The Click-Clack of Flyin’ Fingers

© DOG RAT

PART I
I took a touch typing class in the 10th grade. The class was primarily intended for girls who wanted to develop clerical skills. The girls weren’t subtle in letting me know I wasn’t welcome, but I didn’t mind. Because knowing my way around a QUERTY keyboard is a valuable skill that I’m taking advantage of at this very moment.

My high school graduation present, a Smith-Corona portable manual typewriter. Why so serious?

During college I typed the requisite number of papers on my Smith-Corona, that I occasionally lent out other students, free of charge. Later, working as a radio news guy, I banged out a lot of copy. All of it was done on a specialized typewriter at the station that had only upper-case letters, just as the AP teletype printed everything in all caps. Pressing down those keys required a lot of force, but adjusting to the lack of a shift key didn’t take long; in fact, locking the shift key on the Smith-Corona became something of a habit for me.

I used a computer teletype keyboard in a college math class, but what I consider to be my first exposure to computer terminal keyboards was at the newspaper where I worked after leaving radio. (That was also when I first saw a markup language and how it formatted text.) The keys had a very different feel from the clunky typewriter at the station. I was amused by the system being from Harris, the parent company of Gates, that made the transmitter and mixing console at the radio station.


PART II
Many gamers and professional writers prefer spring-action mechanical computer keyboards over membrane keyboards. I have a rugged and relatively heavy mechanical keyboard that came with a desktop PC I bought over 25 years ago, from a long-defunct clone maker. Although the clicking is relatively noisy, the keys have a long travel distance with good tactile feedback. The keyboard was in daily use for almost ten years, until I bought a desktop PC that had plenty of USB ports but lacked PS/2 connectors. The last time I had need for that particular keyboard was to label slots in the Sony 300-disc CD carousel. I’m contemplating making some changes to the selections loaded in the player, so I’ll soon be pulling out ol’ reliable again.

It took a while for me to get accustomed to the lighter touch required for membrane keyboards. Especially on laptop computers, where accidentally activating the touchpad can be a major annoyance. (The touchpad on my Lenovo Yoga laptop is awful. I will never buy another Lenovo product again, based solely on this one deficiency.)

My Smith-Corona is long gone, replaced with an Epson dot-matrix printer that is itself no longer with me. But now, as with the resurgence in turntables and records, typewriters are making something of a comeback.

As mentioned in that video, Tom Hanks is a typewriter fan with a sizeable collection. This is the typed letter that Tom sent to Debbie Daughtry, who left WFMU and set out on her own to start Boss Radio 66. So now I send money to both stations.

2 thoughts on “The Click-Clack of Flyin’ Fingers”

  1. That was an oopsie on the QU. Maybe a function of my retirement activity of doing the Word Jumble? Whenever I see a Q, there has to be a U to go with it! The poor Dvorak keyboard layout never had a chance against QWERTY.

  2. Was QUERTY an intentional typo? Autocorrect gone mad? Or just an everyday oops? Or a subtle attempt at suggesting a new keyboard layout?? Regular readers want to know!!

    There are still 3 typewriters in my house, none of which have been used in years. One is my dad’s workhorse Olympia, that he used from the 1970’s until he passed. Another is the IBM Selectric I bought for him to try to update him to the 1980’s at least (failed). The third is an older one I picked up from the curb after a yard sale ended, and the remains were just going in the trash. I should have just left it there, but didn’t have the heart.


Task goal: Give the total of lines holding the word "Farming" in the records below, and nothing else.

[Excerpts from a figure dataset]

◇ ◇ ◇ ◇ ◇ ◇ ◇

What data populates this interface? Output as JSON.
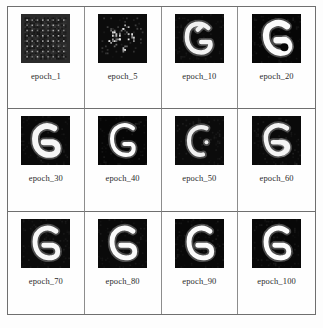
{
  "figure": {
    "name": "gan-training-progress-grid",
    "rows": 3,
    "cols": 4,
    "background_color": "#fdfdfd",
    "border_color": "#6f6f6f",
    "sample_background_color": "#0a0a0a",
    "sample_stroke_color": "#ffffff"
  },
  "chart_data": {
    "type": "table",
    "title": "",
    "xlabel": "",
    "ylabel": "",
    "categories": [
      "epoch_1",
      "epoch_5",
      "epoch_10",
      "epoch_20",
      "epoch_30",
      "epoch_40",
      "epoch_50",
      "epoch_60",
      "epoch_70",
      "epoch_80",
      "epoch_90",
      "epoch_100"
    ],
    "values": [
      1,
      5,
      10,
      20,
      30,
      40,
      50,
      60,
      70,
      80,
      90,
      100
    ]
  },
  "cells": [
    {
      "label": "epoch_1",
      "epoch": 1,
      "render": "noise-checker",
      "description": "dark checkerboard noise, no recognizable glyph",
      "bg": "#2a2a2a",
      "fg": "#8c8c8c"
    },
    {
      "label": "epoch_5",
      "epoch": 5,
      "render": "sparse-blobs",
      "description": "black field with scattered bright speckles",
      "bg": "#0c0c0c",
      "fg": "#e8e8e8"
    },
    {
      "label": "epoch_10",
      "epoch": 10,
      "render": "glyph-rough",
      "description": "rough open G / 6 shape emerging",
      "bg": "#0a0a0a",
      "fg": "#f2f2f2"
    },
    {
      "label": "epoch_20",
      "epoch": 20,
      "render": "glyph-blocky",
      "description": "thick blocky G with filled hook",
      "bg": "#060606",
      "fg": "#fafafa"
    },
    {
      "label": "epoch_30",
      "epoch": 30,
      "render": "glyph-thick",
      "description": "bold G with heavy lower bar",
      "bg": "#090909",
      "fg": "#f6f6f6"
    },
    {
      "label": "epoch_40",
      "epoch": 40,
      "render": "glyph-thin",
      "description": "thin curved G with short crossbar",
      "bg": "#060606",
      "fg": "#fcfcfc"
    },
    {
      "label": "epoch_50",
      "epoch": 50,
      "render": "glyph-broken",
      "description": "C-shaped arc with detached bright dot",
      "bg": "#0b0b0b",
      "fg": "#f0f0f0"
    },
    {
      "label": "epoch_60",
      "epoch": 60,
      "render": "glyph-loopy",
      "description": "G with looping tail curling to the right",
      "bg": "#0a0a0a",
      "fg": "#f4f4f4"
    },
    {
      "label": "epoch_70",
      "epoch": 70,
      "render": "glyph-clean",
      "description": "clean G with horizontal crossbar",
      "bg": "#0b0b0b",
      "fg": "#f8f8f8"
    },
    {
      "label": "epoch_80",
      "epoch": 80,
      "render": "glyph-clean",
      "description": "clean G, slightly bolder stroke",
      "bg": "#0a0a0a",
      "fg": "#fafafa"
    },
    {
      "label": "epoch_90",
      "epoch": 90,
      "render": "glyph-clean",
      "description": "clean sharp G",
      "bg": "#080808",
      "fg": "#fbfbfb"
    },
    {
      "label": "epoch_100",
      "epoch": 100,
      "render": "glyph-clean",
      "description": "final converged G sample",
      "bg": "#080808",
      "fg": "#fdfdfd"
    }
  ]
}
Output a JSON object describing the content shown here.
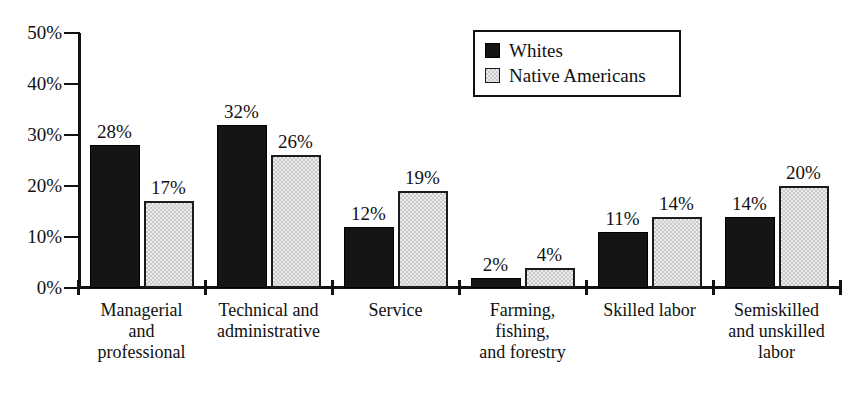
{
  "chart_data": {
    "type": "bar",
    "title": "",
    "xlabel": "",
    "ylabel": "",
    "ylim": [
      0,
      50
    ],
    "grid": false,
    "legend_position": "top-right",
    "ytick_labels": [
      "0%",
      "10%",
      "20%",
      "30%",
      "40%",
      "50%"
    ],
    "ytick_values": [
      0,
      10,
      20,
      30,
      40,
      50
    ],
    "categories": [
      "Managerial and professional",
      "Technical and administrative",
      "Service",
      "Farming, fishing, and forestry",
      "Skilled labor",
      "Semiskilled and unskilled labor"
    ],
    "category_label_lines": [
      [
        "Managerial",
        "and",
        "professional"
      ],
      [
        "Technical and",
        "administrative"
      ],
      [
        "Service"
      ],
      [
        "Farming,",
        "fishing,",
        "and forestry"
      ],
      [
        "Skilled labor"
      ],
      [
        "Semiskilled",
        "and unskilled",
        "labor"
      ]
    ],
    "series": [
      {
        "name": "Whites",
        "color": "#151515",
        "values": [
          28,
          32,
          12,
          2,
          11,
          14
        ],
        "value_labels": [
          "28%",
          "32%",
          "12%",
          "2%",
          "11%",
          "14%"
        ]
      },
      {
        "name": "Native Americans",
        "color": "#c9c9c9",
        "values": [
          17,
          26,
          19,
          4,
          14,
          20
        ],
        "value_labels": [
          "17%",
          "26%",
          "19%",
          "4%",
          "14%",
          "20%"
        ]
      }
    ]
  },
  "legend": {
    "items": [
      {
        "label": "Whites",
        "swatch": "whites"
      },
      {
        "label": "Native Americans",
        "swatch": "natives"
      }
    ]
  }
}
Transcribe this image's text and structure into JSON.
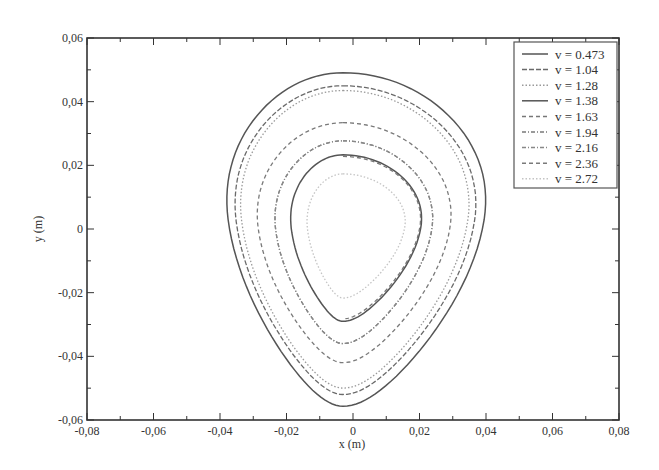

◇ ◇ ◇ ◇ ◇ ◇ ◇

Reply to the exercise: 2